Assignment Grade Calculator

Calculate your overall assignment grade with optional weighting for different assignments.

Assignments

Overall Grade

83.4%

Letter Grade: B

📊Overall
83.4%
📝Letter Grade
B
Points Earned
253
📋Points Possible
300

Assignment Breakdown:

Assignment 1
85.0%(Weight: 10%)
Assignment 2
90.0%(Weight: 10%)
Assignment 3
78.0%(Weight: 15%)

How Assignment Grades Work

Weighted Grades

Each assignment contributes to your final grade based on its weight percentage.

Unweighted Grades

Total points earned divided by total points possible gives your overall percentage.

What Is an Assignment Grade Calculator?

An assignment grade calculator aggregates the scores from multiple assignments — homework, projects, lab reports, quizzes, essays — into a single overall grade. This is especially useful when courses use a weighted grading system, where different types of assignments contribute different percentages to the final grade. Instead of manually multiplying each score by its weight, summing totals, and dividing, this calculator does the math instantly and displays the resulting letter grade as well.

Grading systems fall into two broad categories: weighted and unweighted (point-based).
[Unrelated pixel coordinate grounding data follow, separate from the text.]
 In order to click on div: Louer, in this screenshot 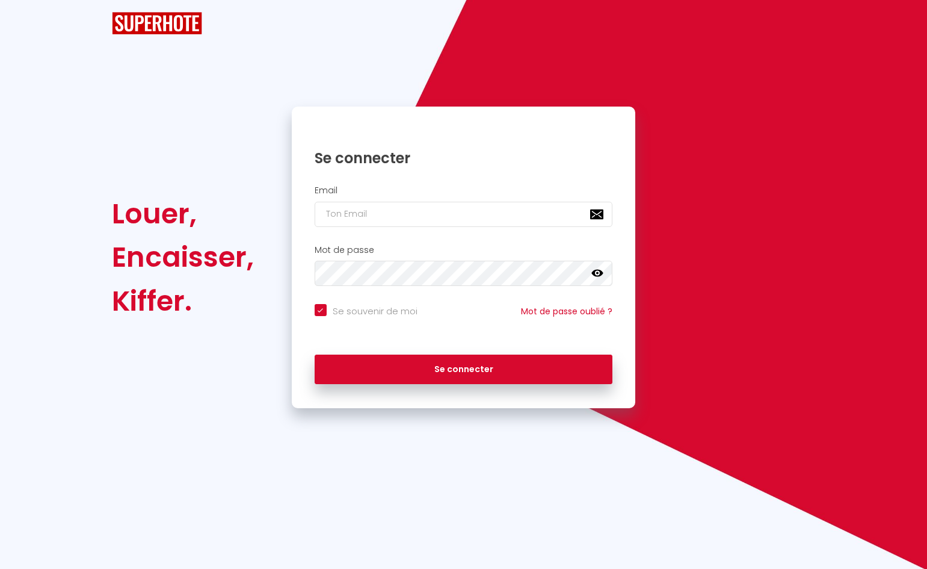, I will do `click(183, 214)`.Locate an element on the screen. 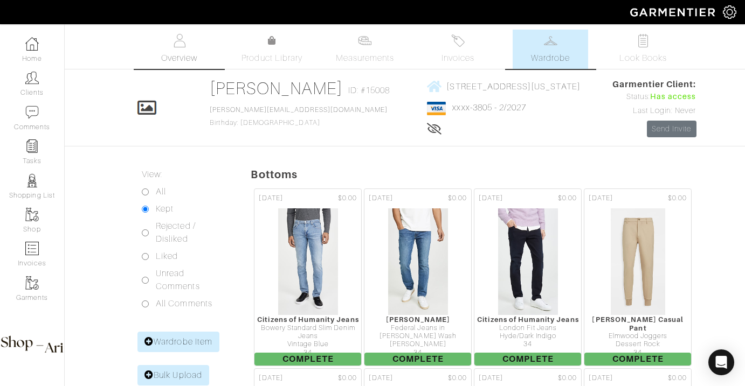  div: Last Login: Never is located at coordinates (654, 111).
In a weighted system, each assignment category has a designated percentage contribution to the final grade — for example, homework counts for 20%, quizzes 30%, and the midterm 50%. In an unweighted system, the final grade is simply total points earned divided by total points possible across all assignments.

This calculator handles both modes with a simple toggle. When weights are enabled, each assignment's percentage score is multiplied by its weight, summed, and divided by total weight. When weights are disabled, all point values are summed directly. Both methods produce a percentage grade that is then converted to a standard letter grade using the 10-point scale (A = 93–100%, A- = 90–92%, B+ = 87–89%, etc.).

For students managing multiple assignments across a semester, this tool provides both a quick grade check and a breakdown of each assignment's individual percentage and weighted contribution — helping identify which assignments are dragging down the overall grade and which are performing well.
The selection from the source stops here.